Of the progress of his
Oliver
, and his habits of writing at the time, it may perhaps be worth giving some additional glimpses from his letters of 1838. “I was thinking about
Oliver
till dinner-time yesterday,” he wrote on the 9th of March,
“and, just as I had fallen upon him tooth and nail, was called away to sit with Kate. I did eight slips, however, and hope to make them fifteen this morning.” Three days before, a little daughter had been born to him, who became a little god-daughter to me; on which occasion (having closed his announcement with a postscript of “I can do nothing this morning. What time will you ride? The sooner the better, for a good long spell”), we rode out fifteen miles on the great north road, and, after dining at the Red Lion in Barnet on our way home, distinguished the already memorable day by bringing in both hacks dead lame.

On that day week, Monday, the 13th, after describing himself “sitting patiently at home waiting for
Oliver Twist
who has not yet arrived,” which was his pleasant form of saying that his fancy had fallen into sluggishness that morning, he made addition not less pleasant as to some piece of painful news I had sent him, now forgotten: “I have not yet seen the paper, and you throw me into a fever. The comfort is, that all the strange and terrible things come uppermost, and that the good and pleasant things are mixed up with every moment of our existence so plentifully that we scarcely heed them.” At the close of the month Mrs. Dickens was well enough to accompany him to Richmond, for now the time was come to start
Nickleby;
and, having been away from town when
Pickwick’s
first number came out, he made it a superstition to be absent at all future similar times. The magazine-day of that April month, I remember, fell upon a Saturday, and the previous evening had brought me a peremptory summons: “Meet me at the Shakspeare on Saturday night at eight; order your horse at midnight, and ride back with me.” Which was done accordingly. The smallest hour was sounding from St. Paul’s into the night before we started, and the night was none of the pleasantest; but we carried news that lightened every part of the road, for the sale of
Nickleby
had reached that day the astonishing number of nearly fifty thousand! I left him working with unusual cheerfulness at
Oliver Twist
when I left the Star and Garter on the next day but one, after celebrating with both friends on the previous evening an anniversary
which concerned us all (their second and my twenty-sixth), and which we kept always in future at the same place, except when they were living out of England, for twenty successive years. It was a part of his love of regularity and order, as well as of his kindliness of nature, to place such friendly meetings as these under rules of habit and continuance.

CHAPTER VIII.

 

OLIVER TWIST.

 

1838.

 

Interest in Characters at Close of
Oliver
— Writing of the Last Chapter — Cruikshank Illustrations — Etchings for Last Volume — How executed — Slander respecting them exposed — Falsehood ascribed to the Artist — Reputation of the New Tale — Its Workmanship — Social Evils passed away — Living only in what destroyed them — Chief Design of the Story — Its Principal Figures — Comedy and Tragedy of Crime — Reply to Attacks — Le Sage, Gay, and Fielding — Likeness to them — Again the Shadow of
Barnaby
— Appeal to Mr.

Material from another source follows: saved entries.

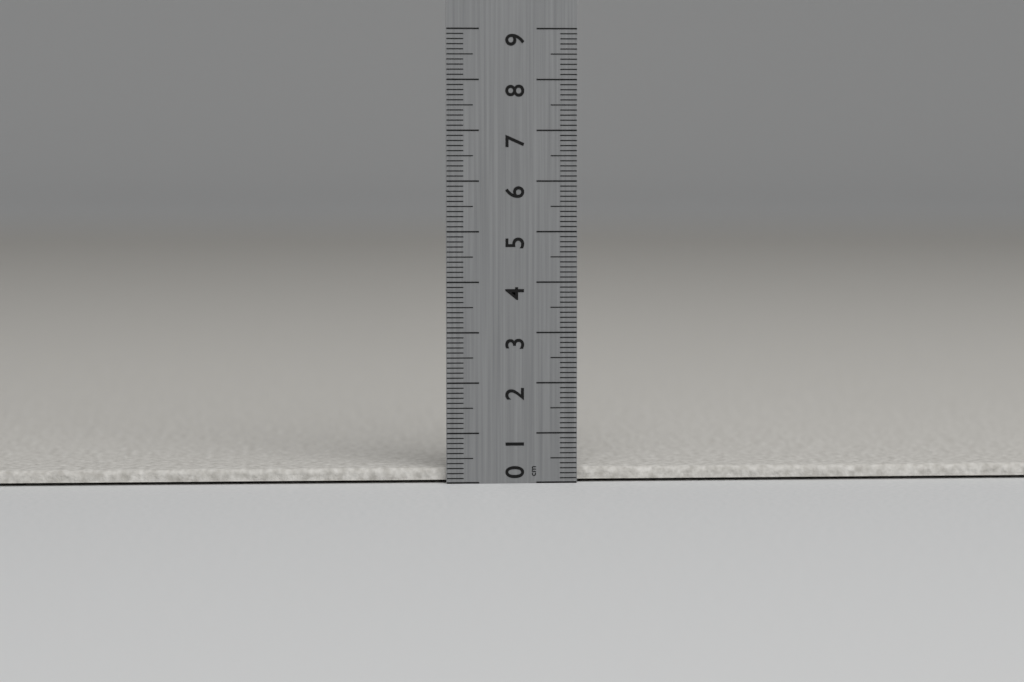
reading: 0.3 cm
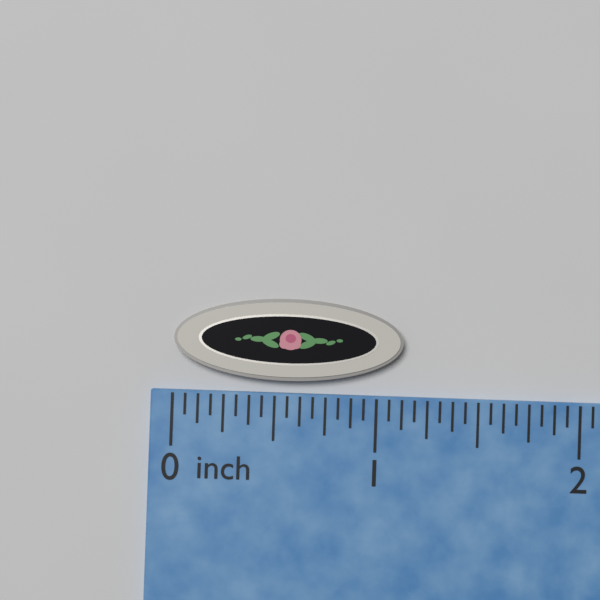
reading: 1.1250 inch
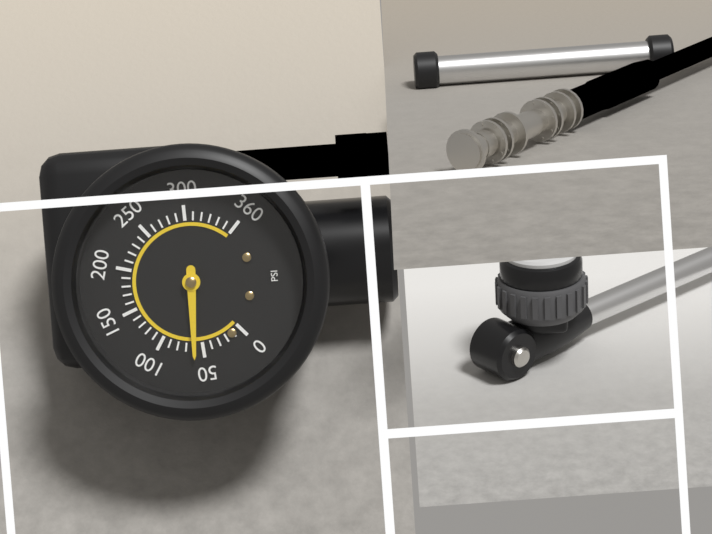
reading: 60 psi
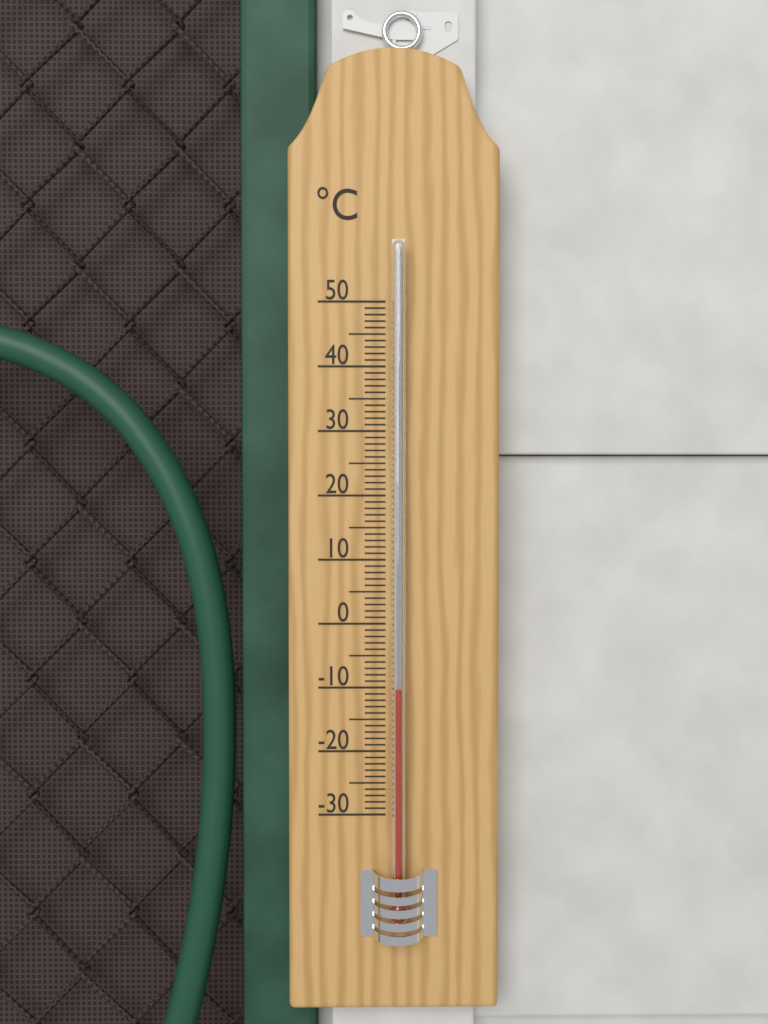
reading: -10 °C
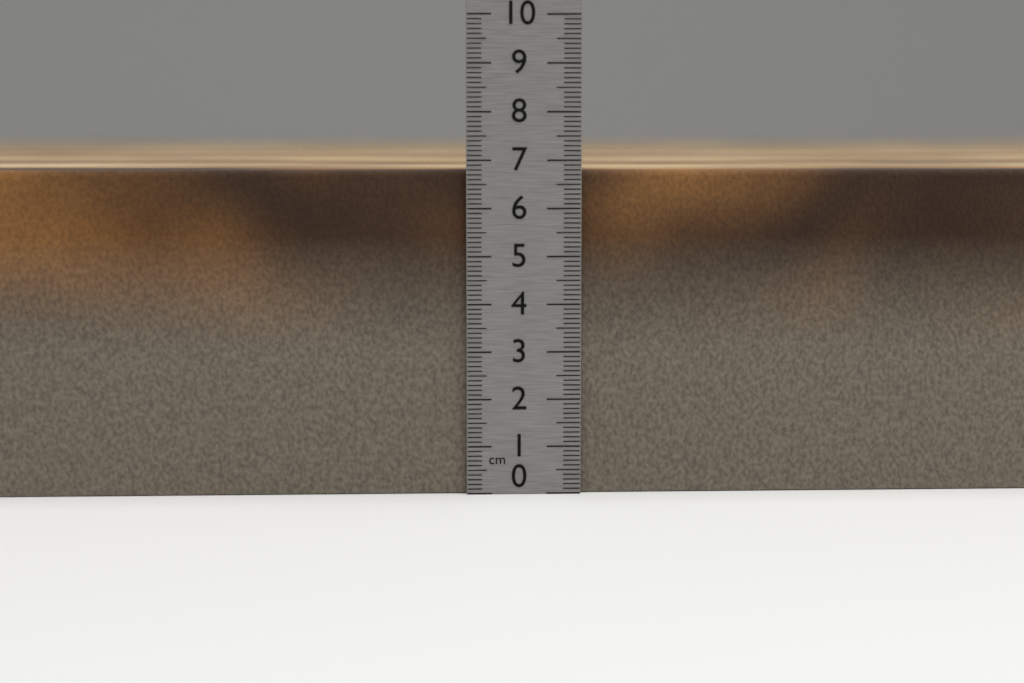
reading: 6.8 cm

Bentley for Delay — A Very Old Story — ”Sic Vos non Vobis” —
Barnaby
given up by Mr. Bentley — Resignation of
Miscellany
— Parent parting from Child.

 

 

The whole of his time not occupied by
Nickleby
was now given to
Oliver
, and as the story shaped itself to its close it took extraordinary hold of him. I never knew him work so frequently after dinner, or to such late hours (a practice he afterwards abhorred), as during the final months of this task; which it was now his hope to complete before October, though its close in the magazine would not be due until the following March. “I worked pretty well last night,” he writes, referring to it in May, “very well indeed; but, although I did eleven close slips before half-past twelve, I have four to write to complete the chapter; and, as I foolishly left them till this morning, have the steam to get up afresh.” A month later he writes, “I got to the sixteenth slip last night, and shall try hard to get to the thirtieth before I go to bed.”
Then, on a “Tuesday night,” at the opening of August, he wrote, “Hard at work still. Nancy is no more. I showed what I have done to Kate last night, who was in an unspeakable ‘
state:
’ from which and my own impression I augur well. When I have sent Sikes to the devil, I must have yours.” “No, no,” he wrote, in the following month: “don’t, don’t let us ride till to-morrow, not having yet disposed of the Jew, who is such an out-and-outer that I don’t know what to make of him.” No small difficulty to an inventor, where the creatures of his invention are found to be as real as himself; but this also was mastered; and then there remained but the closing quiet chapter to tell the fortunes of those who had figured in the tale. To this he summoned me in the first week of September, replying to a request of mine that he’d give me a call that day: “Come and give
me
a call, and let us have ‘a bit o’ talk’ before we have a bit o’ som’at else. My missis is going out to dinner, and I ought to go, but I have got a bad cold. So do you come, and sit here, and read, or work, or do something, while I write the LAST chapter of
Oliver
, which will be arter a lamb chop.” How well I remember that evening! and our talk of what should be the fate of Charley Bates, on behalf of whom (as indeed for the Dodger too) Talfourd had pleaded as earnestly in mitigation of judgment as ever at the bar for any client he had most respected.